Community Corner

Clean Up Begins, Shock and Damage Remains after Dexter Tornado

Storm grabbing regional, national headlines.

Many Dexter residents are devastated after a tornado ripped through the town Thursday evening.

Sandy Pollard drove through the pouring rain with her head out the window so she could see to get home to her 17-year-old daughter, reported the Detroit Free Press. When she finally got there and her daughter came running up the stairs to greet her, a piece of drywall broke through the living room window, causing them both to scream, the article stated.

Kate Boynton huddled in the basement with her daughters, 7 and 4, and eight-month-old son as the storm passed, reported to the Detroit News.

Find out what's happening in Dexterwith free, real-time updates from Patch.

"I feel so lucky to be alive," she said in the article. "I could tell that the house was being ripped apart so we just prayed that we weren't going to lose the basement."

The first officer on the scene Thursday, Washtenaw County Sheriff's Deputy Ray Yee, reached for the hand and pulled out an elderly man who was shaken but able to walk, according to the Associated Press.

Find out what's happening in Dexterwith free, real-time updates from Patch.

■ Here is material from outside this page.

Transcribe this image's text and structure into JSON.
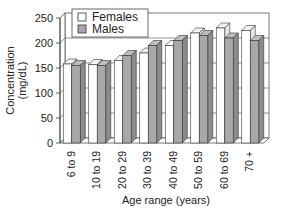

"That's the best part," Yee said in the article. "Every place I went to, I would have thought I would have found somebody laying there — deceased or whatever. But, knock on wood, everybody was OK."

Dexter Patch reported more than 100 homes were significantly damaged Thursday after a tornado struck down in this Southeast Michigan community. Thirteen homes were totally destroyed. The worst hit areas, , were the Carriage Hills and Huron Farms neighborhoods of Dexter.

Clean up has begun in the area, but the shock remains.

""It's like a war zone in here this morning," said Erin Kennedy in a AnnArbor.com article.

Kennedy had the roof of her home partially blown off and were waiting for their insurance representative to show up Friday, the story stated.

National Weather Service meteorologist Steven Freitag said the tornado was on the ground for about a half hour and had a path about 10 miles long, in a CBS Detroit TV 62 article.

The storm is grabbing national headlines including USA Today and Washington Post.